"Yes," I whispered instead.
Omvar moved with the same methodical care he'd shown when picking up my herbs. Two steps forward, slow, giving me every chance to change my mind. He stopped an arm's length away.
I was so cold. And he looked so warm.
Another step, and he was there, right in front of me. Huge. Impossible. His scent reached me, not unpleasant, oddly familiar. Like hot metal and woodsmoke, with something underneath I couldn't name. My mouth watered, and my tongue felt strange, like I'd just eaten a chili but it wasn't spicy—just … tingly.
Slowly, Omvar opened his arms. His wings unfurled, creating a sheltered space between us. I hesitated, heart hammering so hard I thought it might explode. Then, with the last scrap of my courage, I stepped forward. Into his space. Against his chest.
Heat radiated from him like a forge, instantly warming the air around us. I stood stiff, uncertain, hands clasped tightly around my satchel, in between us like a shield. This close, I could see the pattern of his scales, the way they overlapped like living armor. The scars that mapped his body, silvery against the red. Some looked intentional, ritual markings, maybe. Others were clearly the result of battle.
Omvar moved his arms slowly, so slowly, until they nearly encircled me. Not touching. Just … there. I could feel the power in him, even without contact. The strength held carefully in check.
I shivered again, a full-body tremor.
"May I?" he asked.
I nodded, beyond words.
His arms closed around me, and his wings followed, wrapping me in a cocoon of crimson membrane and living heat. I tensed, waiting for the panic, for the horrible sense of being trapped.
It never came.
Instead, something in my chest unraveled, a knot loosening for the first time in … I couldn't remember how long. Omvar was solid, immovable. His embrace didn't trap; it anchored.
He smelled of safety. Of shelter. The hard planes of his chest were a wall between me and a world that wanted me broken.
Without really deciding to, I let go of my grip on the satchel and let myself lean into him. Just a little. My forehead rested against scales that were smoother than they looked, warm as sun-baked stone. I expected them to feel alien, repulsive.
They didn't.
One of Omvar's hands, so large it nearly spanned my entire back, settled carefully between my shoulder blades. The gesture was tentative, as if he expected rejection. Ready to withdraw at the slightest sign of discomfort.
"Better?" he asked, the word rumbling through his chest.
I nodded against him. The shaking had subsided. In its place was something dangerous, the desire to stay there, wrapped in living armor, protected from everything.
"I’ve got you," Omvar said quietly. "I promise."
In the arms of a monster who should have terrified me, I believed it.
5
OMVAR
I stompedthrough the marketplace and glared at anyone who had the misfortune to stumble into my path. The air in the River Market was always thick, a miasma of sulfur, damp stone, and the thousand unnamable scents of a city carved into the planet’s heart. It clung to my scales, a film of foreign sweat and unfamiliar spices I could never scrub clean.
I cared about one person in this Forge-forsaken city, and she wasn’t there.
But the imprint of her touch still scalded my scales. I’d stayed up half the night, body primed for more, chest burning, tongue tingling with the ghost of her nearness. The memory of her, small and shivering, fitting against my chest, was a brand.
She was mine, but she trembled in my presence like a frightened animal.
My own form was a torment to her. She’d let me hold her, though. In that one moment of desperate need, she had stepped into my arms. Would she let me again? Could I touch her without the specter of violence rising between us? I couldn’t let the thoughts cascade, a torrent that would drown my control.
Control was all I had left.
The market thronged with life under the oily pulse of the heat crystals overhead. Drakarn of every color bargained over lavaforged blades and shimmering bolts of fire-resistant cloth. The sound was a deafening clang and hiss, a symphony of life I would never truly be a part of.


◆ Exercise details ◆
Only the lines from the one containing "Detect goggles. The" through the end of the data below are to be repeated, exactly as given, without pictures.

=-=-=-=-=

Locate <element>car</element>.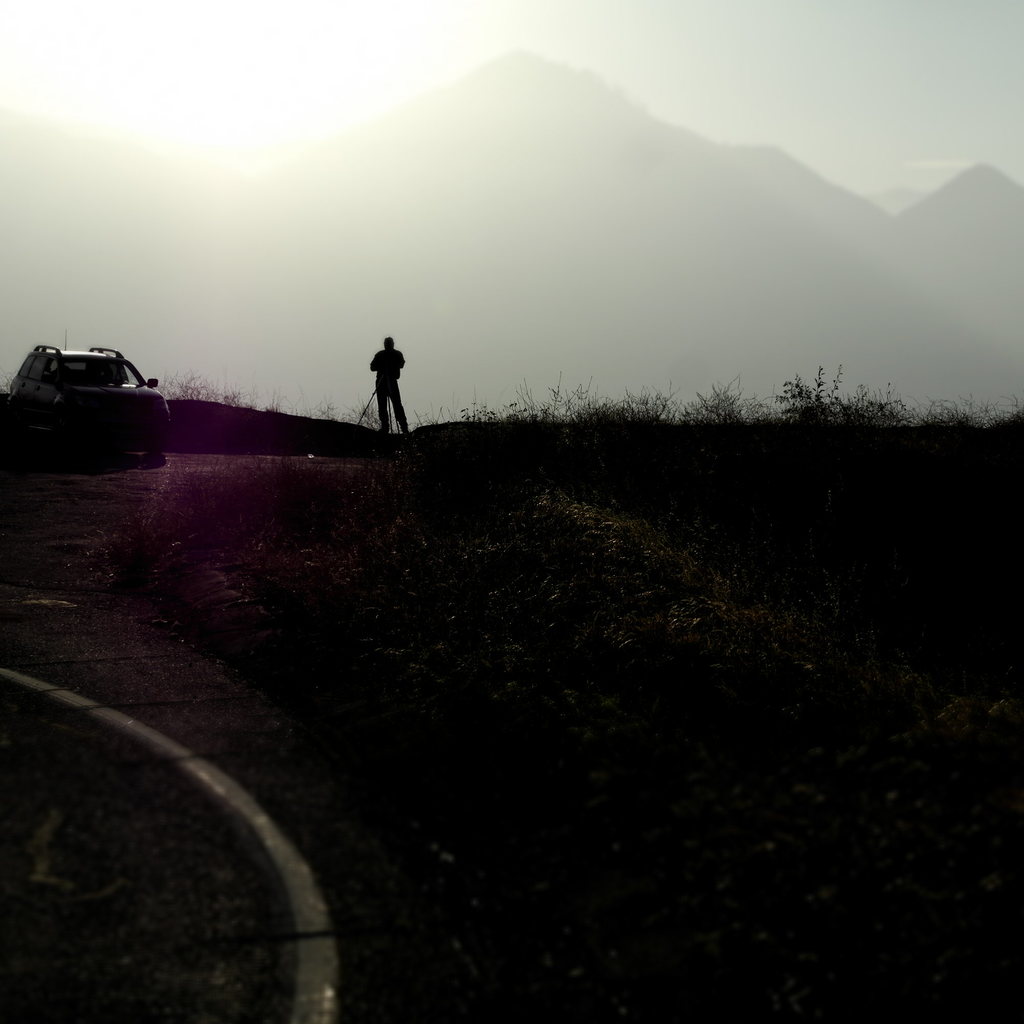
Bounding box: [left=5, top=323, right=178, bottom=457].
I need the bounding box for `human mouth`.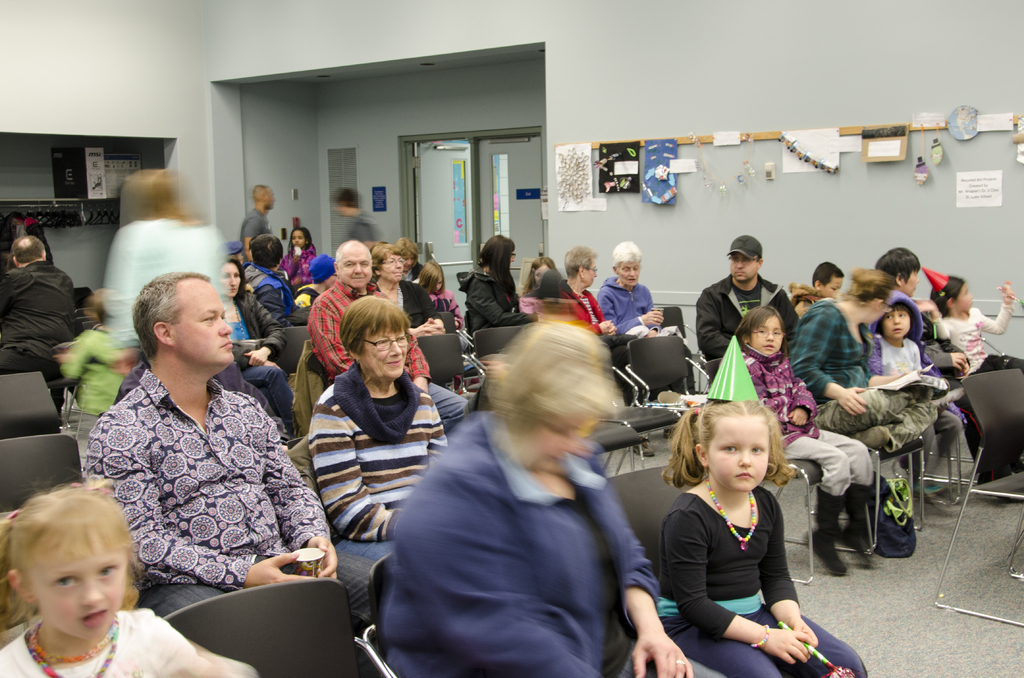
Here it is: Rect(762, 346, 776, 349).
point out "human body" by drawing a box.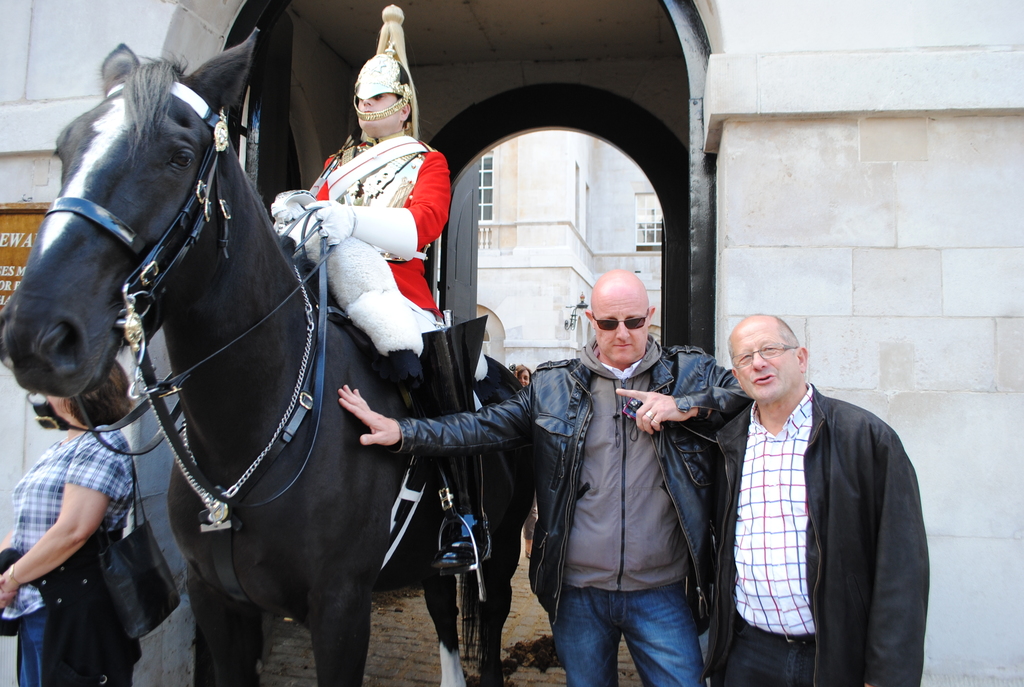
bbox=(704, 274, 911, 686).
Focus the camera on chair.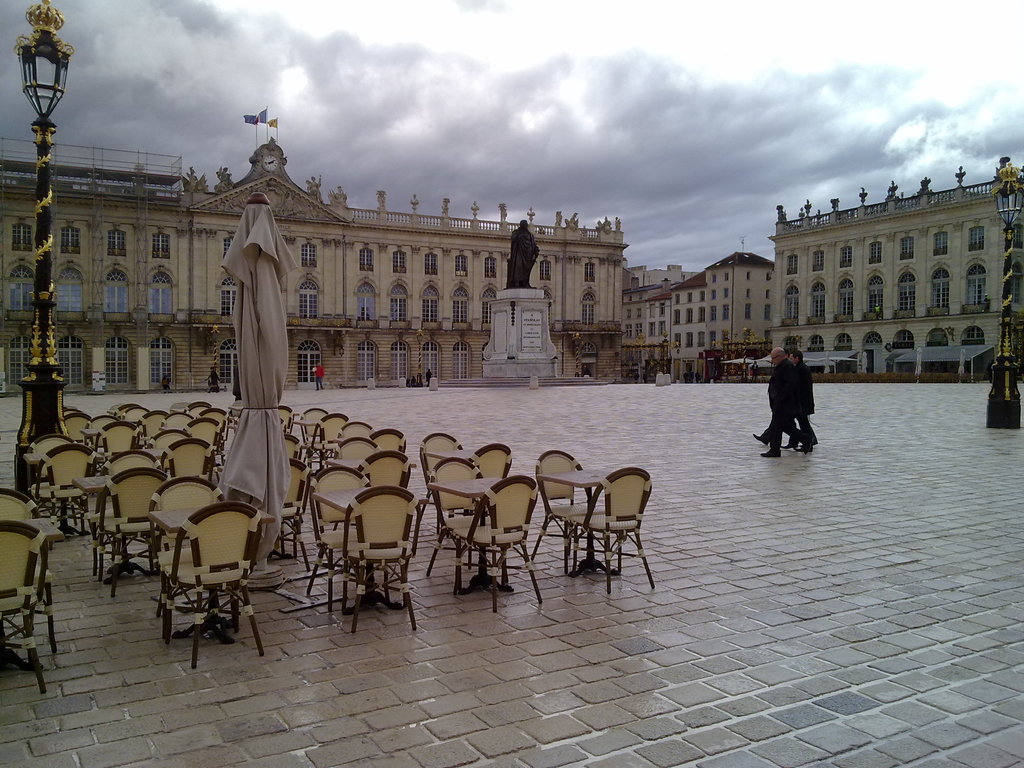
Focus region: detection(98, 420, 138, 471).
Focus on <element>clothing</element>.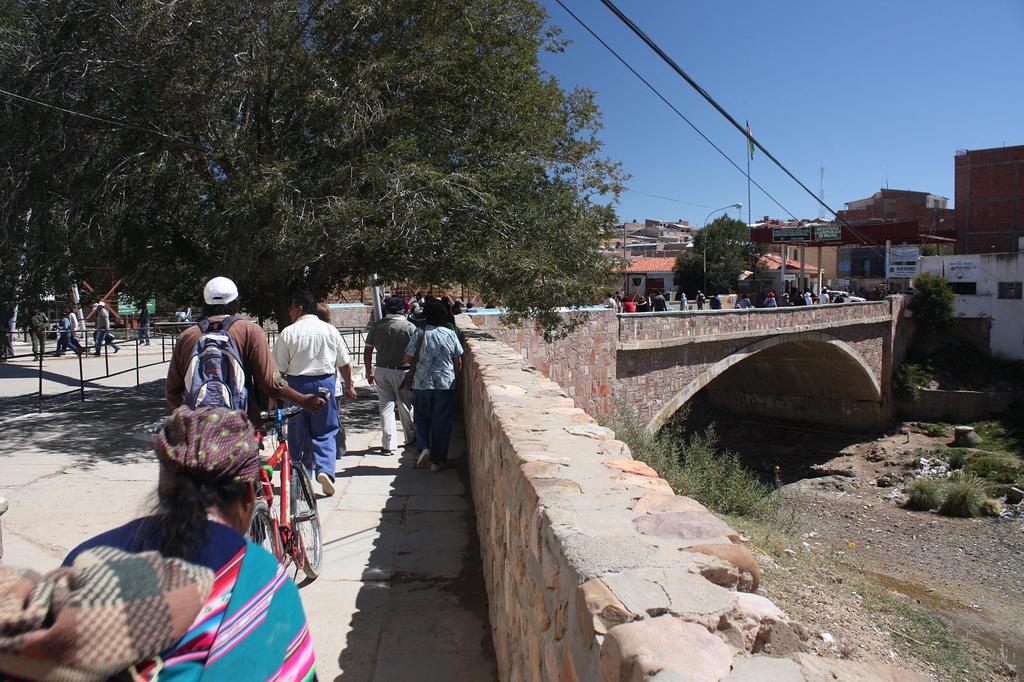
Focused at select_region(164, 314, 287, 425).
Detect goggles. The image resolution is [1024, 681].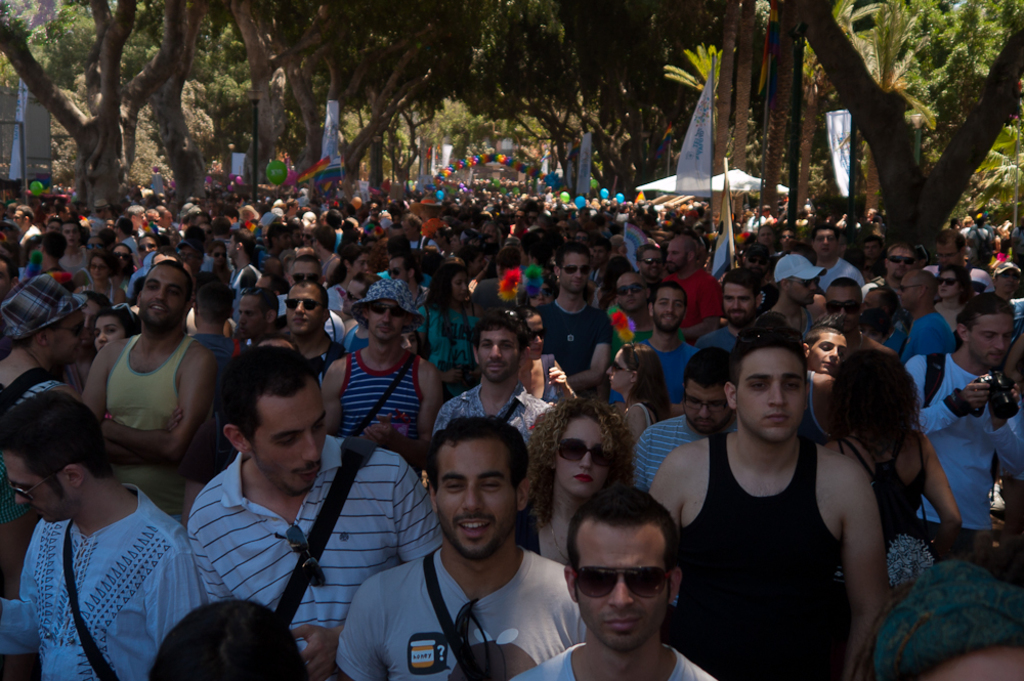
<box>785,278,819,289</box>.
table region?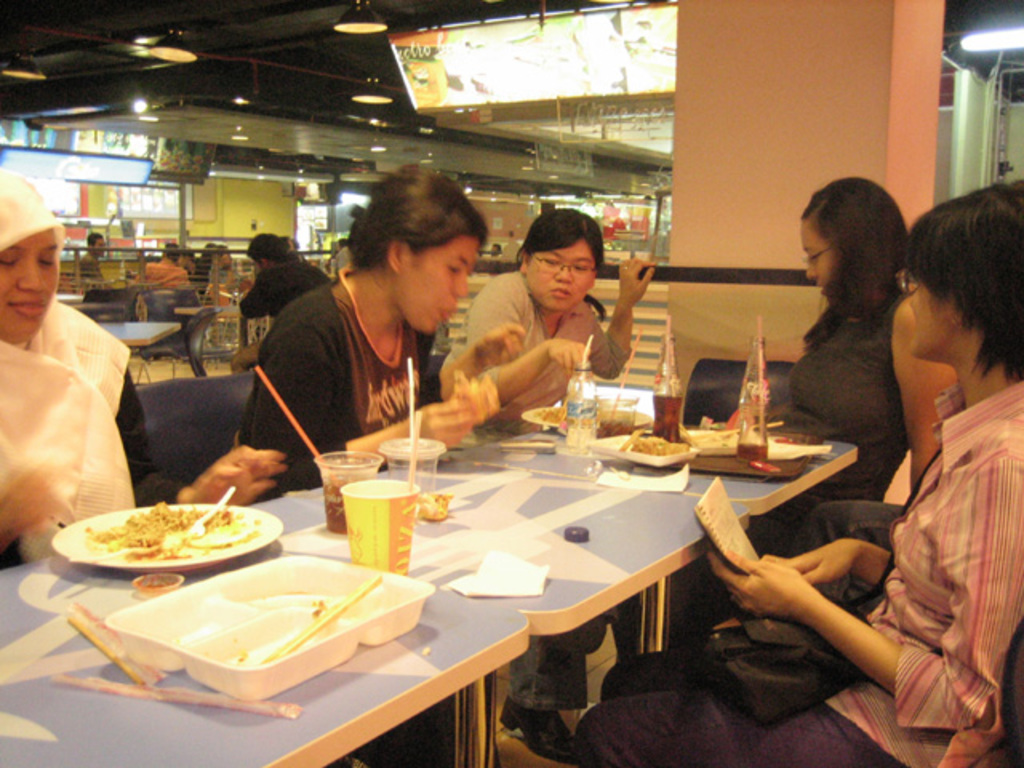
crop(51, 278, 101, 315)
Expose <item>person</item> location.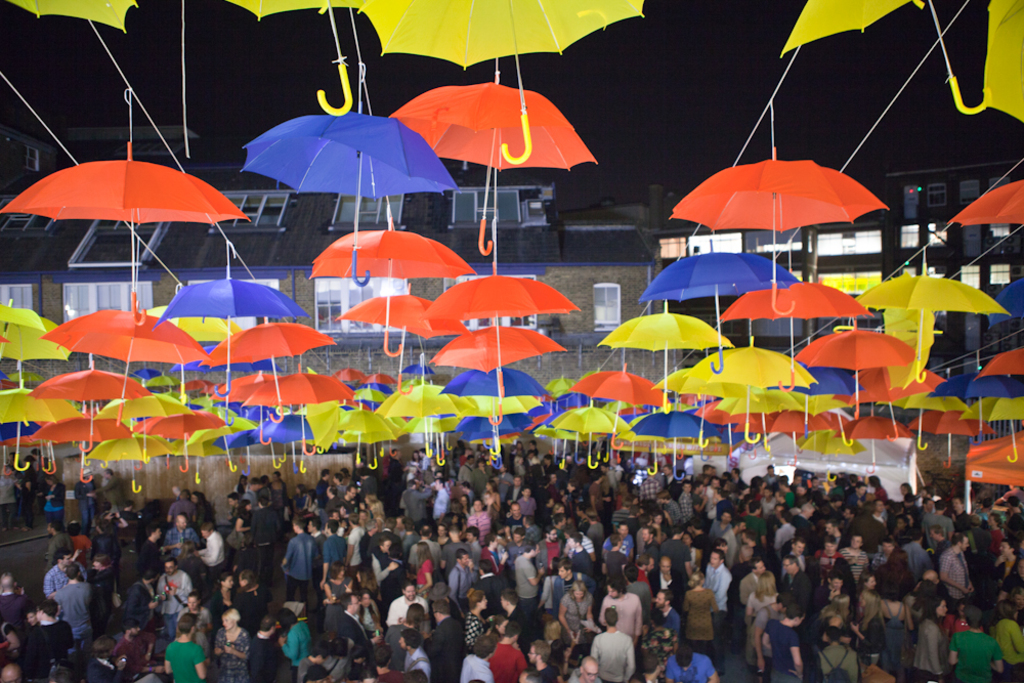
Exposed at locate(635, 515, 659, 552).
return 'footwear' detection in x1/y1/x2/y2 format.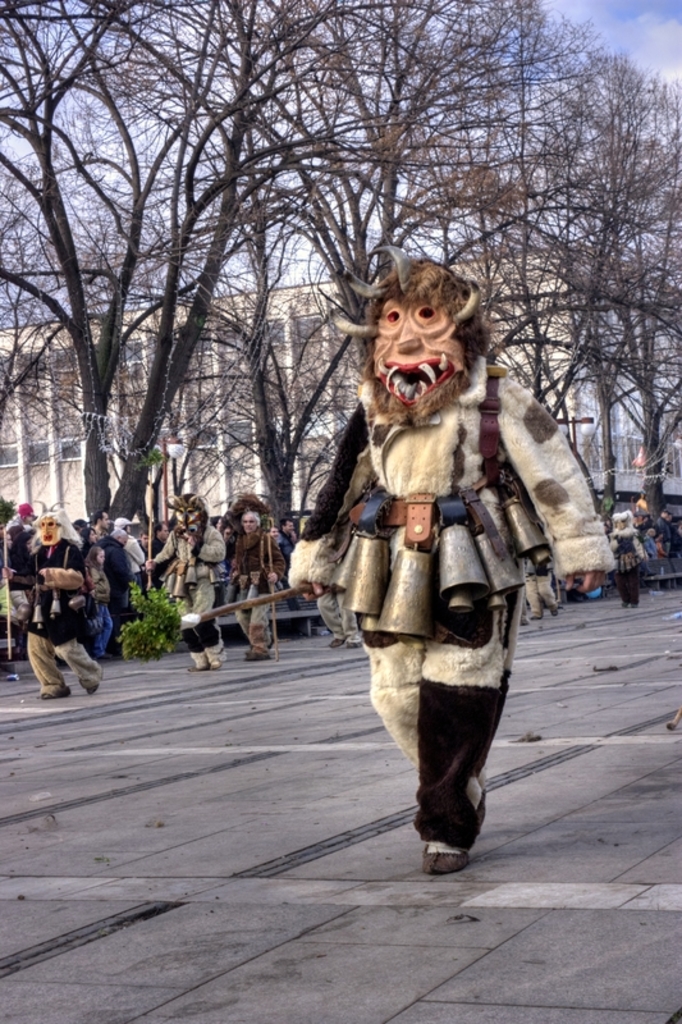
548/603/557/618.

=-=-=-=-=

◆ Response to the task ◆
Detect goggles. The image resolution is [1024, 681].
<box>785,278,819,289</box>.
table region?
crop(51, 278, 101, 315)
Expose <item>person</item> location.
Exposed at locate(635, 515, 659, 552).
return 'footwear' detection in x1/y1/x2/y2 format.
548/603/557/618.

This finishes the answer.